Sinister Delights
Thinking about Häxan, dir. Benjamin Christensen, 1922; No Other Choice, dir. Park Chan-wook, 2025; and The Mephisto Waltz, dir. Paul Wendkos, 1971.
This week, witches, workers, and worshippers (light-to-medium spoilers for the first two films) . . .

From the Grave.
Three ideas from horror cinema's past.
◆ Häxan, dir. Benjamin Christensen, 1922.
- Sinister but seductive. What sparked medieval persecution for witchcraft? Christensen's Swedish-Danish, silent "documentary" classic points out that “. . . it was dangerous to be old and ugly, but it was not safe to be young and pretty either.” This is all misogyny (punishing the feminine body at its most or least pleasing by hegemonic standards), but it also underlines a duality in the figure of the witch. The witch is horrifying but also seductive. And there’s something of this duality in Häxan’s own treatment of witches. Häxan presents itself as a scholarly documentary, as a serious examination of the historical figure of the witch, tying ideas of witchcraft to a 1920s mental health outlook, but its beating heart (and what makes it a classic) are its wild vignettes about witches and devils. Christensen might have something serious to say, but there’s no denying his enthusiasm for bringing medieval fantasy (and occasionally reality) to life: the Witches’ Sabbath, a possessed nun stabbing the Communion wafer, witches on brooms flying over houses, witch trials, the Devil appearing to women in the middle of the night. Is this stuff sinister or delightful? The answer, it seems, is “both.”
- Variety (horror) show. Petersen does with documentary what indie horror filmmakers will rediscover years later—harnesses it as a container for a range of filmmaking modes and techniques. Häxan embraces collage—showing and explaining primary sources; recreating medieval fantasy; depicting actual, historical events; turning the camera on Petersen’s acquaintances (one woman demonstrating a thumb screw); walking us through models that depict ancient and medieval understandings of the earth and solar system; and engaging in essayistic argument. Häxan’s collage resembles the “documentary” format of contemporary found footage and pseudo-documentary horror filmmaking, e.g. the world of footage varieties assembled in Man Finds Tape. Häxan comes across, at first, as something hard to classify, but it fits quite neatly into this lineage.
- Uncontained. Unreliable narrators are unsettling in horror. Unconvincing arguments are destabilizing. In Häxan this isn’t a device — rather Petersen makes an oversimple argument connecting witchcraft accusations to 1920s, misogyny-inflected notions of “hysteria." But what of all the social forces a viewer today might be meditating on during the film?

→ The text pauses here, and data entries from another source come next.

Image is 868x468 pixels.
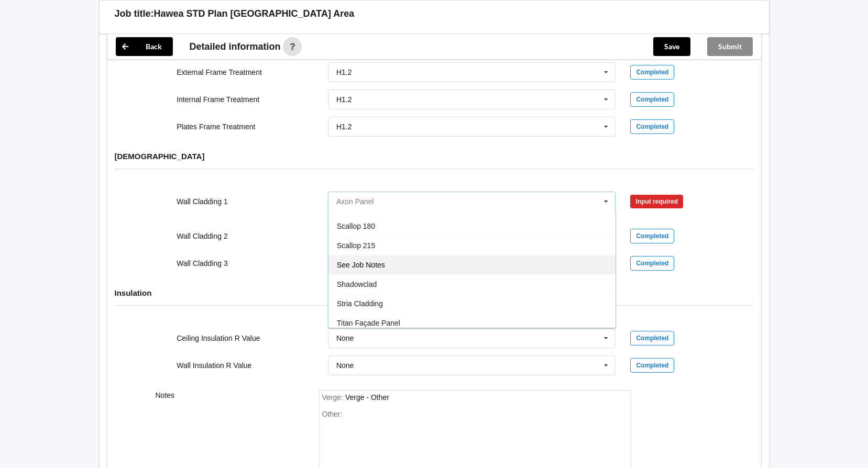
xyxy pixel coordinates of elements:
[630,358,674,373] div: Completed
[177,259,228,268] label: Wall Cladding 3
[630,92,674,107] div: Completed
[177,334,260,342] label: Ceiling Insulation R Value
[177,197,228,206] label: Wall Cladding 1
[336,319,400,327] span: Titan Façade Panel
[630,65,674,79] div: Completed
[336,334,353,342] div: None
[336,361,353,369] div: None
[177,122,255,131] label: Plates Frame Treatment
[336,241,375,250] span: Scallop 215
[177,232,228,240] label: Wall Cladding 2
[115,288,754,298] h4: Insulation
[115,151,754,161] h4: [DEMOGRAPHIC_DATA]
[653,37,691,56] button: Save
[345,393,389,401] div: Verge
[336,96,352,103] div: H1.2
[116,37,173,56] button: Back
[190,42,281,52] span: Detailed information
[177,68,262,76] label: External Frame Treatment
[322,410,343,418] span: Other:
[336,300,383,308] span: Stria Cladding
[630,120,674,134] div: Completed
[630,331,674,346] div: Completed
[336,69,352,76] div: H1.2
[115,8,154,20] h3: Job title:
[336,280,377,289] span: Shadowclad
[630,195,683,209] div: Input required
[336,123,352,130] div: H1.2
[630,256,674,270] div: Completed
[154,8,355,20] h3: Hawea STD Plan [GEOGRAPHIC_DATA] Area
[177,95,259,104] label: Internal Frame Treatment
[336,222,375,230] span: Scallop 180
[177,361,251,370] label: Wall Insulation R Value
[336,261,385,269] span: See Job Notes
[630,229,674,243] div: Completed
[322,393,345,401] span: Verge :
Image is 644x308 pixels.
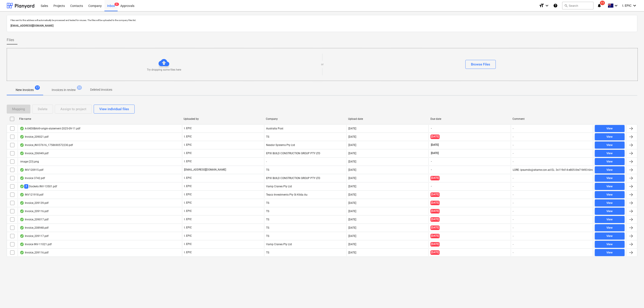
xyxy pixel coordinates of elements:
[264,166,346,173] div: TS
[349,242,356,246] div: [DATE]
[321,63,324,67] p: or
[349,168,356,171] div: [DATE]
[431,151,439,155] span: [DATE]
[465,60,496,69] button: Browse Files
[431,209,440,213] span: [DATE]
[513,176,513,179] div: -
[20,143,73,147] div: Invoice_INV37616_1758690572230.pdf
[20,152,24,155] div: OCR finished
[184,250,192,254] p: I. EPIC
[264,232,346,239] div: TS
[147,68,181,72] p: Try dropping some files here
[20,242,52,246] div: Invoice INV-11021.pdf
[431,176,440,180] span: [DATE]
[606,151,613,156] div: View
[184,242,192,246] p: I. EPIC
[184,201,192,205] p: I. EPIC
[562,2,593,9] button: Search
[597,3,601,8] i: notifications
[606,134,613,140] div: View
[264,125,346,132] div: Australia Post
[613,3,619,8] i: keyboard_arrow_down
[20,193,24,196] div: OCR finished
[431,226,440,230] span: [DATE]
[184,135,192,139] p: I. EPIC
[20,127,80,130] div: A-04D0BAA9-origin-statement-2025-09-11.pdf
[20,160,39,163] div: image (23).png
[184,209,192,213] p: I. EPIC
[513,193,513,196] div: -
[20,127,24,130] div: OCR finished
[513,127,513,130] div: -
[20,193,43,196] div: INV121918.pdf
[431,117,509,120] div: Due date
[20,226,49,230] div: Invoice_208948.pdf
[606,143,613,148] div: View
[513,160,513,163] div: -
[184,176,192,180] p: I. EPIC
[184,143,192,147] p: I. EPIC
[431,143,439,147] span: [DATE]
[595,125,625,132] button: View
[431,126,432,130] span: -
[90,87,112,92] p: Deleted invoices
[595,166,625,173] button: View
[622,286,644,308] div: Chat Widget
[349,127,356,130] div: [DATE]
[20,176,45,180] div: Invoice 3742.pdf
[20,168,24,171] div: OCR finished
[264,174,346,182] div: EPIX BUILD CONSTRUCTION GROUP PTY LTD
[431,250,440,254] span: [DATE]
[595,158,625,165] button: View
[513,135,513,138] div: -
[35,85,40,90] span: 17
[264,240,346,248] div: Vamp Cranes Pty Ltd
[349,193,356,196] div: [DATE]
[513,242,513,246] div: -
[20,218,49,221] div: Invoice_209017.pdf
[264,216,346,223] div: TS
[264,142,346,149] div: Nexdor Systems Pty Ltd
[513,210,513,213] div: -
[15,87,34,92] p: New invoices
[471,62,490,67] div: Browse Files
[349,251,356,254] div: [DATE]
[606,126,613,131] div: View
[20,143,24,147] div: OCR finished
[606,233,613,238] div: View
[264,208,346,215] div: TS
[513,226,513,229] div: -
[606,250,613,255] div: View
[595,191,625,198] button: View
[606,209,613,214] div: View
[19,117,180,120] div: File name
[595,133,625,140] button: View
[24,184,28,188] span: 2
[606,175,613,181] div: View
[264,150,346,157] div: EPIX BUILD CONSTRUCTION GROUP PTY LTD
[349,160,356,163] div: [DATE]
[264,224,346,231] div: TS
[184,184,192,188] p: I. EPIC
[93,104,135,113] button: View individual files
[513,251,513,254] div: -
[264,183,346,190] div: Vamp Cranes Pty Ltd
[431,159,432,163] span: -
[513,117,591,120] div: Comment
[431,184,432,188] span: -
[20,250,49,254] div: Invoice_209116.pdf
[600,0,605,5] span: 11
[595,224,625,231] button: View
[184,168,226,171] p: [EMAIL_ADDRESS][DOMAIN_NAME]
[513,218,513,221] div: -
[20,184,57,188] div: Dockets INV-13501.pdf
[632,3,637,8] i: keyboard_arrow_down
[264,249,346,256] div: TS
[184,159,192,163] p: I. EPIC
[349,176,356,179] div: [DATE]
[349,185,356,188] div: [DATE]
[184,193,192,196] p: I. EPIC
[184,151,192,155] p: I. EPIC
[553,3,557,8] i: Knowledge base
[595,208,625,215] button: View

Häxan is coherently made and argued, and its depiction of the combination of torture, panic, and grievance that fueled witch trials feels broadly true (if incomplete), but capping the argument with an unconvincing conclusion leaves us wanting. All these social currents are still with us. A pat, tidy conclusion only highlights how uncontained they remain.

Right Behind You.
A thought on horror's present.
◆ No Other Choice, dir. Park Chan-wook, 2025.

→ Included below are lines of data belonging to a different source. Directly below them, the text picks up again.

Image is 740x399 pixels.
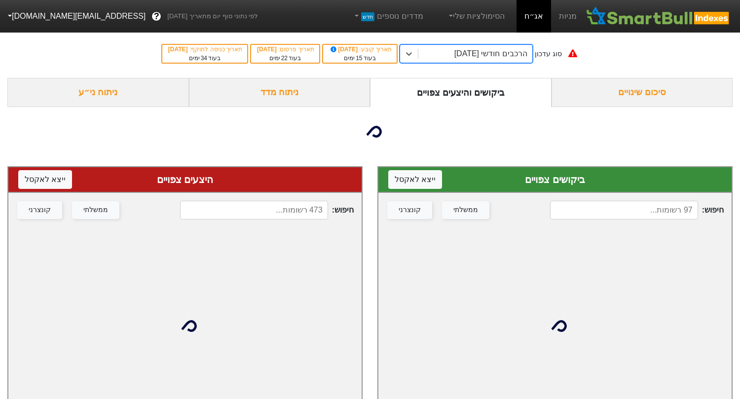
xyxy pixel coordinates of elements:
[585,6,733,26] img: SmartBull
[455,48,528,60] div: הרכבים חודשי [DATE]
[358,120,382,144] img: loading...
[370,78,552,107] div: ביקושים והיצעים צפויים
[388,172,722,187] div: ביקושים צפויים
[349,6,427,26] a: מדדים נוספיםחדש
[361,12,375,21] span: חדש
[257,46,278,53] span: [DATE]
[329,46,360,53] span: [DATE]
[7,78,189,107] div: ניתוח ני״ע
[328,45,392,54] div: תאריך קובע :
[256,54,314,63] div: בעוד ימים
[29,205,51,216] div: קונצרני
[550,201,698,220] input: 97 רשומות...
[154,10,159,23] span: ?
[535,49,562,59] div: סוג עדכון
[180,201,354,220] span: חיפוש :
[167,54,242,63] div: בעוד ימים
[17,201,62,219] button: קונצרני
[167,45,242,54] div: תאריך כניסה לתוקף :
[454,205,478,216] div: ממשלתי
[356,55,362,62] span: 15
[543,314,567,338] img: loading...
[550,201,724,220] span: חיפוש :
[168,46,190,53] span: [DATE]
[399,205,421,216] div: קונצרני
[18,170,72,189] button: ייצא לאקסל
[72,201,119,219] button: ממשלתי
[256,45,314,54] div: תאריך פרסום :
[83,205,108,216] div: ממשלתי
[173,314,197,338] img: loading...
[552,78,734,107] div: סיכום שינויים
[442,201,490,219] button: ממשלתי
[281,55,288,62] span: 22
[201,55,207,62] span: 34
[328,54,392,63] div: בעוד ימים
[388,170,442,189] button: ייצא לאקסל
[443,6,509,26] a: הסימולציות שלי
[387,201,432,219] button: קונצרני
[189,78,371,107] div: ניתוח מדד
[180,201,328,220] input: 473 רשומות...
[18,172,352,187] div: היצעים צפויים
[167,11,258,21] span: לפי נתוני סוף יום מתאריך [DATE]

- Negative self-stalk. Park Chan-wook’s latest, which is more horror-adjacent than horror-proper, asks us to think about who killers kill. There are many reasons to kill for sure, but victims are often those the killer hates, or envies, or lusts after (or some combination of these). In No Other Choice, the victims instead are our protagonist’s mirror images—people he recognizes as reflections. One attack finds him lecturing a victim with the precise critique his wife has previously directed his way. There’s a unique difficulty in the undertaking. After all, he is killing himself every time. It's a fitting trial in a story about the disintegration of worker solidarity under the weight of our remorseless, mechanized, capitalist present.

Living Deliciously.
A recommendation.
◆ The Mephisto Waltz, dir. Paul Wendkos, 1971.

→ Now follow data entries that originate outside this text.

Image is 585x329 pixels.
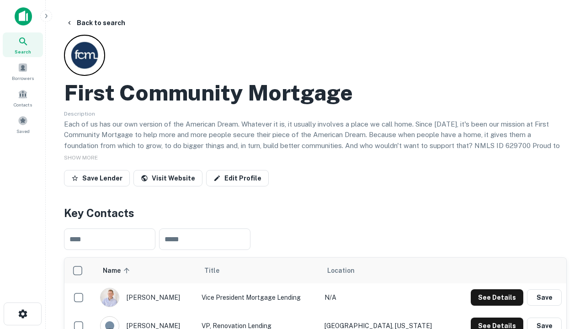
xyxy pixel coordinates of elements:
[204,265,231,276] span: Title
[62,15,129,31] button: Back to search
[103,265,133,276] span: Name
[101,289,119,307] img: 1520878720083
[64,155,98,161] span: SHOW MORE
[206,170,269,187] a: Edit Profile
[100,288,193,307] div: [PERSON_NAME]
[15,7,32,26] img: capitalize-icon.png
[64,170,130,187] button: Save Lender
[471,290,524,306] button: See Details
[3,86,43,110] a: Contacts
[197,284,320,312] td: Vice President Mortgage Lending
[15,48,31,55] span: Search
[3,112,43,137] a: Saved
[3,32,43,57] a: Search
[197,258,320,284] th: Title
[327,265,355,276] span: Location
[64,111,95,117] span: Description
[320,284,453,312] td: N/A
[64,80,353,106] h2: First Community Mortgage
[96,258,197,284] th: Name
[16,128,30,135] span: Saved
[64,119,567,162] p: Each of us has our own version of the American Dream. Whatever it is, it usually involves a place...
[527,290,562,306] button: Save
[12,75,34,82] span: Borrowers
[14,101,32,108] span: Contacts
[3,59,43,84] a: Borrowers
[320,258,453,284] th: Location
[134,170,203,187] a: Visit Website
[540,227,585,271] iframe: Chat Widget
[64,205,567,221] h4: Key Contacts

- Still obsessed. The Mephisto Waltz is perverse; stuffed full of sumptuous, gothic decor; quite unsettling (see the woman leading a black dog through a crowded party, the dog wearing a human mask); and an audacious story that speeds to a feverish denouement. A satanic tale as delightful as it is sinister, its two female leads (Jacqueline Bisset and Barbara Parkins) both fierce and captivating, The Mephisto Waltz might be over-the-top, but whether you’re laughing or shuddering, this is a movie you can watch and rewatch. I am kind of obsessed with The Mephisto Waltz (which is why I wrote about it in my first ever post in this space, back when I was doing essays). You probably will be too.